A breathable lime or plaster wall must be finished with a breathable paint or finish — otherwise the breathability of the underlying system is negated at the surface.

Breathable finishes: - *Limewash:* Slaked lime in water; traditional, highly breathable, vapour-permeable. Requires several coats; touch-dry quickly; fully breathable throughout - *Distemper:* A chalk or whiting pigment bound with size (diluted rabbit-skin glue). Traditional internal finish for lime plaster; highly breathable; not washable (non-durable in high-traffic areas) - *Mineral (silicate) paint:* A potassium silicate binder that chemically bonds to the substrate. Highly breathable (sd ≤ 0.01 m), durable, weather-resistant for external use. Brands: Keim, Remmers, Brillux. The preferred modern breathable paint for both internal and external lime surfaces where durability is required. - *Lime-based emulsion:* Some manufacturers (Earthborn, Auro, Beeck's) produce breathable emulsions with lime or casein binders that are significantly more breathable than standard vinyl emulsion while being more durable than traditional distemper.

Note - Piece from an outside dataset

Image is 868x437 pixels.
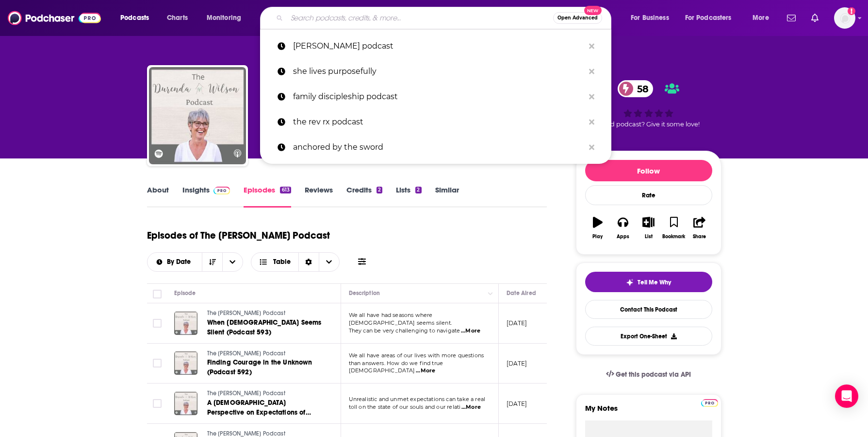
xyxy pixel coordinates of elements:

Avoid: Vinyl emulsion (sd ≈ 0.1–0.5 m — effectively impermeable for a wall trying to breathe), alkyd gloss, oil-based primers. These finishes trap moisture behind them in a breathable lime fabric.

Sourcing and Specifying Lime Materials

Specialist suppliers: Lime materials for historic building repair should be sourced from suppliers with technical expertise in traditional building. Principal UK suppliers: Cornish Lime (Bodmin — extensive range, good technical advice), The Lime Centre (Hampshire — lime putty specialists), Mike Wye and Associates (Devon — natural building materials), Ty-Mawr Lime (Wales — excellent range, AONB conservation specialists), Ecomerchant (nationwide — natural building materials).

Specifying the mix: Do not specify lime mortars or plasters by generic description alone — specify the NHL grade or lime putty type, the aggregate type and grading, the mix proportion by volume, and the finish requirement. A mix specification written to the SPAB (Society for the Protection of Ancient Buildings) or Historic England guidance documents provides a robust basis for contractor pricing and quality control.

Contractor competence: Traditional lime work is a specialist skill. The main contractor's plasterer must have demonstrable experience with lime systems — not general plastering experience. The Traditional Building Forum and SPAB maintain lists of practitioners with traditional lime skills.